How Technology Innovation Will Change BPM Practice

Paul Harmon, Executive Editor, BPTrends.  Paul has been working at business process redesign since the late 60s. When he first began, process redesign was almost entirely a matter of studying people, noting how they performed, and thinking of ways to improve human performance. In the decades since the computer revolution has changed the way we work and how we approach business process redesign. It rare, today, to find an organization in which people don?t work with computers. It?s equally hard to find process practitioners that don?t depend on software tools to do their work. This keynote will consider way software applications and tools have changed the nature of work, and speculate on the ways new technologies will change the way we work in the near future.

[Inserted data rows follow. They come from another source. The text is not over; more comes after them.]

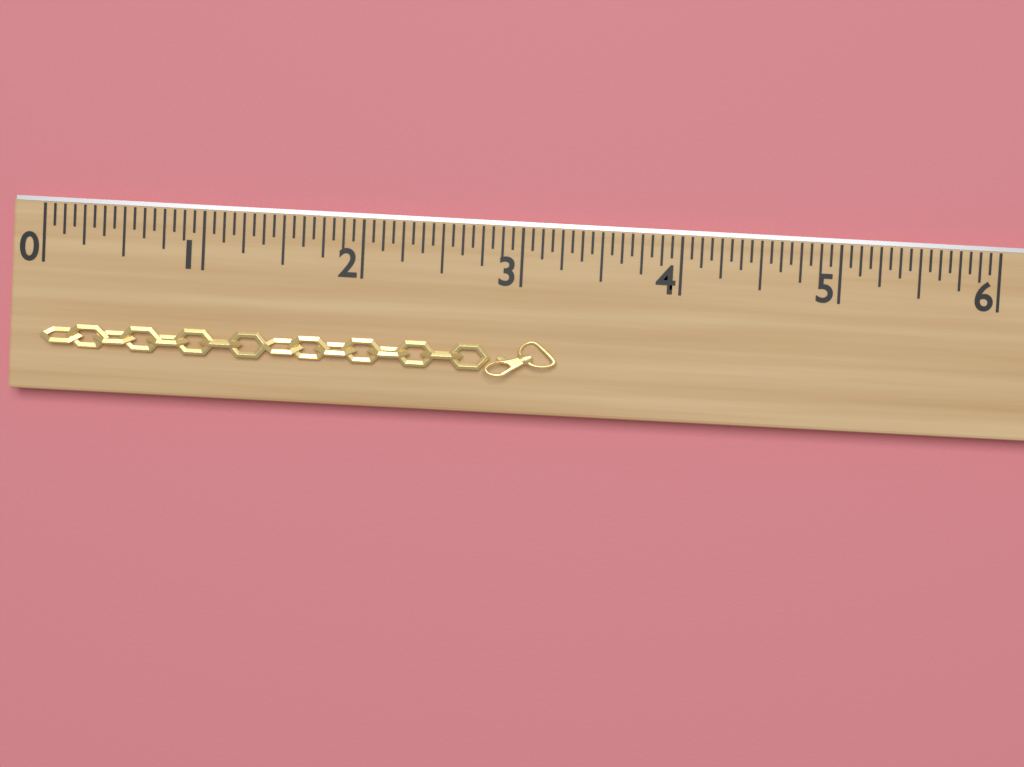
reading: 3.2500 (no unit)
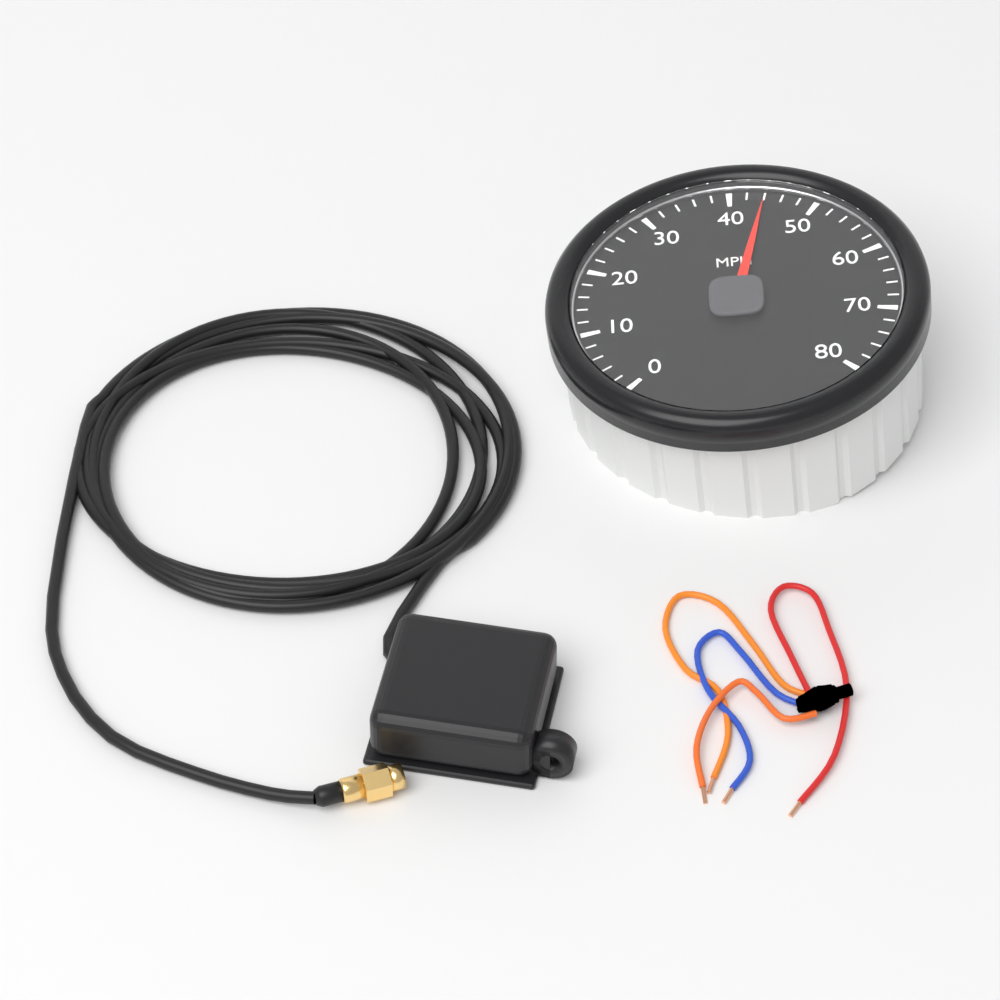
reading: 44 MPH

harmonPaul Harmon is a Co-Founder and Executive Editor at Business Process Trends (www.bptrends.com),an internationally popular website that covers trends, directions and best practices in business process management. He is the author of Business Process Change: A Guide for Business Managers, BPM and Six Sigma Professionals (2nd Ed. 2007). and twelve other books. Previously, Paul managed major process improvement programs at Bank of America, Security Pacific, Wells Fargo, Prudential, and Citibank. He was a Senior Consultant at Cutter Consortium and edited their Expert System Strategies, CASE, and Business Process Reengineering Strategies newsletters.